I want maaany cores so every program/service can run on its own core. Program for one core and let the OS decide which core to use/is available.
 
They've already effectively eliminated the old instructions as the microcode is internally RISC and externally CISC for almost all, maybe even all, x86 and x64 CPU architectures.
 
The whole point of multicore was not to run a program on each core, although that does quite nicely when your AV kicks in, because who has more than 6 serious CPU intensive programs running at the same time?

The idea, and rightly so, is to split a single program up between several cores to make it run faster. Great idea in principle but where are the slew of multicore programs? ..... Silence.

Developers, please get off your collective fat asses and write the next generation of programs that can actually utilize all this expensive hardware I already own.
 
[citation][nom]Horhe[/nom]I prefer speed rather than more cores. Every application benefits from increased speed, but very few applications benefit from many cores. Unfortunately not all games can be made to benefit from an increased number of cores (turn-based strategies like Total War and Heroes of Might and Magic are an example). IMO there should be some segmentation: gaming CPUs, which focus on speed and have a maximum of 8-12 cores, and workstation CPUs that focus on many cores.[/citation]

i don't know if this will post, but that is the dumbest thing i ever heard... this year...

you get a turn based game to take advantage of multiple cores, its probably the most basic thing ever. have it run everything, than have it display he results in graphics.

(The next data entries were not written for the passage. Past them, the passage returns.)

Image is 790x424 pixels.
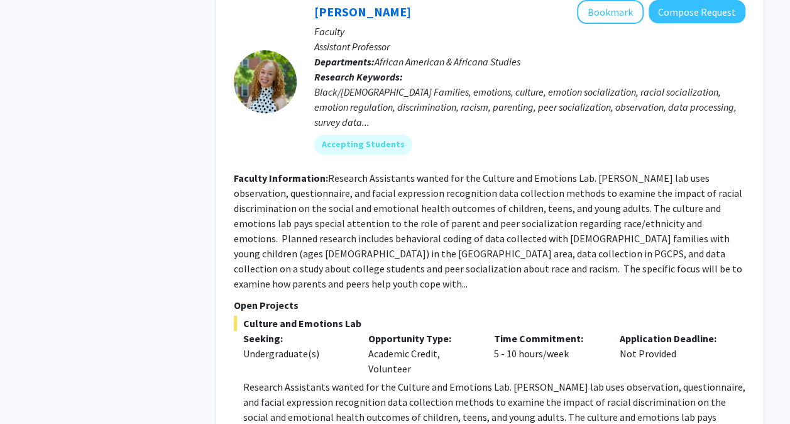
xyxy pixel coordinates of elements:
[368,331,475,346] p: Opportunity Type:
[314,84,746,130] div: Black/[DEMOGRAPHIC_DATA] Families, emotions, culture, emotion socialization, racial socialization...
[234,316,746,331] span: Culture and Emotions Lab
[610,331,736,376] div: Not Provided
[314,24,746,39] p: Faculty
[359,331,485,376] div: Academic Credit, Volunteer
[485,331,610,376] div: 5 - 10 hours/week
[234,172,328,184] b: Faculty Information:
[314,70,403,83] b: Research Keywords:
[314,55,375,68] b: Departments:
[314,4,411,19] a: [PERSON_NAME]
[314,39,746,54] p: Assistant Professor
[243,331,350,346] p: Seeking:
[494,331,601,346] p: Time Commitment:
[375,55,521,68] span: African American & Africana Studies
[243,346,350,361] div: Undergraduate(s)
[314,135,412,155] mat-chip: Accepting Students
[234,297,746,312] p: Open Projects
[9,367,53,414] iframe: Chat
[234,172,742,290] fg-read-more: Research Assistants wanted for the Culture and Emotions Lab. [PERSON_NAME] lab uses observation, ...
[620,331,727,346] p: Application Deadline:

i cant explain how im thinking to well.

and here is a spoiler, current cpus are fast enough to play damn near everything at a more than reasonable frame rate. the only reason there are cpu bottlenecks was the game doesn't take advantage of multi cpus well enough, and there is no excuse there anymore. every console and computer that isnt a netbook thats made in the last how many years has at least a dual core.
 
http://en.wikipedia.org/wiki/X86_instruction_listings

Thanks to the way it evolves, retaining backwards compatibility with the Intel Pentium(r) and Intel 80386DX (or better) is quite simple. Dare I say that retaining backwards compatibility 'usually' makes it easier, not harder, to keep pushing out new tech.

Read up on the differences between the Pentium and Pentium Pro, and how it all got very RISC (albeit very long pipeline) when the Pentium 4 hit the market. (We also have AMD to thank for a lot of tech, namely the Operton and AMD64_x64).
 
It seems backwards compatibility is, er, holding us back. We need to ditch x86. We need to change anything that isn't optimal (even things like bits per byte, or whether we even need bytes).

Note: Itanium didn't lose cos it wasn't x86 - it lost on it's own merits.

As for specialized functions, I don't like them. We have them in GPUs and they restrict graphics to only the methods chosen to be accelerated - nobody puts much effort into alternate methods (eg raytracing has been sidelined).
 
I suppose someone had to pop our dreams at some point. Realistically I think we'd top out at around 24 cores, if we even get there at all.

When we do top out though, what will they focus on next? Instructions per cycle? Pipeline width?